Robbins didn’t expect Virginia’s Green New Deal to be the policy that got everyone so excited, but it did. “The more I think about it,” she said, “the more I see it’s not just this wonky energy policy, it’s a vision for a new world.” Its objectives include:

  • Transition to a clean energy economy that creates more jobs than it displaces
  • Direct significant R&D investments into renewable energy, residential and commercial energy efficiency, smart-grid technologies, and renewable job training programs
  • Clean water and air for all Virginians
  • Investments into local-scale agriculture
  • Promote social justice and equity

Taken at face value, those parameters are creating an atmosphere of enthusiasm. And “enthusiasm is contagious,” Robbins said.

“The way it’s being framed, it sends a very positive message,” said Chris Le Menestrel, who co-leads the progressive advocacy group VA Democracy Forward. He said it’s hard to argue against, “creating hundreds of thousands of jobs and a new clean economy.”

When we talk about climate, “it’s all kind of bad news,” Le Menestrel continued. And in Virginia, a coastal state, the outlook is even worse than in other parts of the country.

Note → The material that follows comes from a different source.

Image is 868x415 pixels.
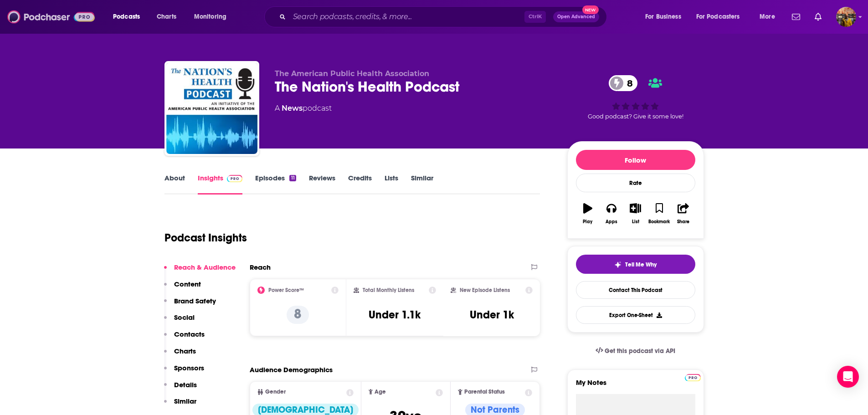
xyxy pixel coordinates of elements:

Communications research has long established that repeated exposure to negative frames (think ice caps melting, sea-levels rising, wildfires raging, droughts, famine and dead polar bears) dampens the mood around finding solutions, especially when there’s little understanding about what solutions are on the table.

So the name, “Green New Deal” inspired by President Franklin D. Roosevelt’s Great Depression-era stimulus laws, sends a “very strong signal that we really need something big … this is not a business-as-usual issue,” Le Menestrel said. And while the federal Green New Deal was dead on arrival with President Donald Trump — who denies the science of man-made climate change — standing in its way “we can make more of an impact,” with its state-level cousin, Le Menestrel said.

As with the federal bill, Virginia’s Green New Deal is short on the details. “This is a setting of priorities more than it is a setting of specific policies,” said D. Ladelle McWhorter, chair of the Virginia Organizing State Governing Board. (Virginia Organizing generally does not participate in environmental campaigns unless they have a clear human benefit.)

Broad is best, for now, McWhorter said. By starting with a values-driven approach on ideals with wide support — e.g., climate change needs solving, and those solutions should ensure everyone is equally protected and no one has to pay a disproportionate cost for what needs to be done — organizers will be able to attract a broader coalition of supporters. “And then we can hash out together what the specifics need to be,” she said.

At a minimum, the Virginia Green New Deal discussions will be an opportunity to draw connections between environmental issues that have long been addressed in a silo. “We wouldn’t be removing the tops of mountains if we didn’t need to mine fossil fuels,” McWhorter said, in reference to the environmentally destructive coal-mining process. Likewise, if we didn’t need to mine coal, we wouldn’t need to deal with alarming rates of asthma and other lung diseases in the communities where that coal is burned to make electricity. Instead of taking a piecemeal approach to these challenges, as McWhorter said had been done in the past, Virginia’s Green New Deal is an opportunity to explore holistic climate solutions.

Though there is much work to be done, organizers are excited to work together. Virginia’s Green New Deal, “gives something for people to hope for,” Robbins said.

“Climate change is going to be an election issue this fall, and we have an opportunity to elect more legislators who want to address it.”

In the 2019 General Assembly session several equally bold, but unaffiliated, climate bills received unanimous Democratic support in the House. That suggests the Virginia Green New Deal has a shot in 2020.

“We now have a lot more people in our state legislature who want to respond to climate change,” Robbins said. “Climate change is going to be an election issue this fall, and we have an opportunity to elect more legislators who want to address it.”